Abu al-Husayn Ahmad ibn Abd Allah ibn Muhammad ibn Isma'il (Arabic: أَبُو ٱلْحُسَيْن أَحْمَد ٱبْن عَبْد ٱللَّٰه ٱبْن مُحَمَّد ٱبْن إسْماعِيل, romanizedAbū al-Ḥusayn Aḥmad ibn ʿAbd Allāh ibn Muḥammad ibn Ismāʿīl; c. 790–840), commonly known as Muhammad al-Taqi (Arabic: مُحَمَّد ٱلْتَقِيّ, romanizedMuḥammad al-Taqī, lit.'Muhammad the Pious'), was a descendant of the Islamic prophet Muhammad and the ninth of the Isma'ili Imams, succeeding his father, Ahmad al-Wafi (d. 828). Like his father, he lived primarily in Salamiyah, and Abd Allah ibn Maymun al-Qaddah, the chief missionary (da'i), continued to serve as the hijab (lit.'cover') for him. Known by the title Ṣāḥib al-Rasāʾil (lit.'lord of the epistles'), al-Taqi is said to have prepared with his followers an encyclopedic text called the Encyclopedia of the Brethren of Purity (Rasāʾil Ikhwān al-Ṣafā). He died in 840 in Salamiyah and was succeeded by his son al-Husayn.

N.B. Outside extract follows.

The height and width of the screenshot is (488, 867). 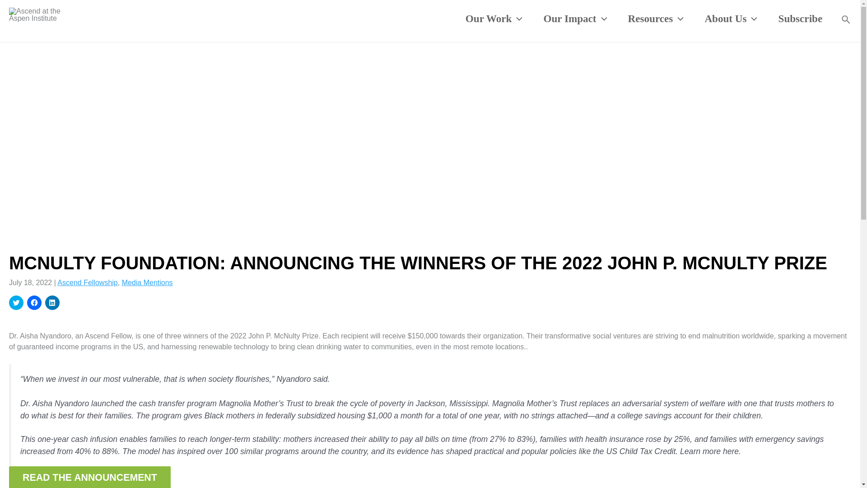 I want to click on Our Impact, so click(x=575, y=19).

With the death of Ja'far al-Sadiq in 148/765, Isma'il (d. 158/775) and Muhammad (d. 197/813), the gravity of persecutions of the Abbasids had considerably increased. The Isma'ili Imams were impelled to thicken their hiding, therefore, the first dawr al-satr came into force from 197/813 to 268/882, wherein the Imams were known as al-a'imma al-masturin (lit.'the concealed Imams'). The concealment ended with the establishment of the Fatimid Caliphate (r. 909–1171).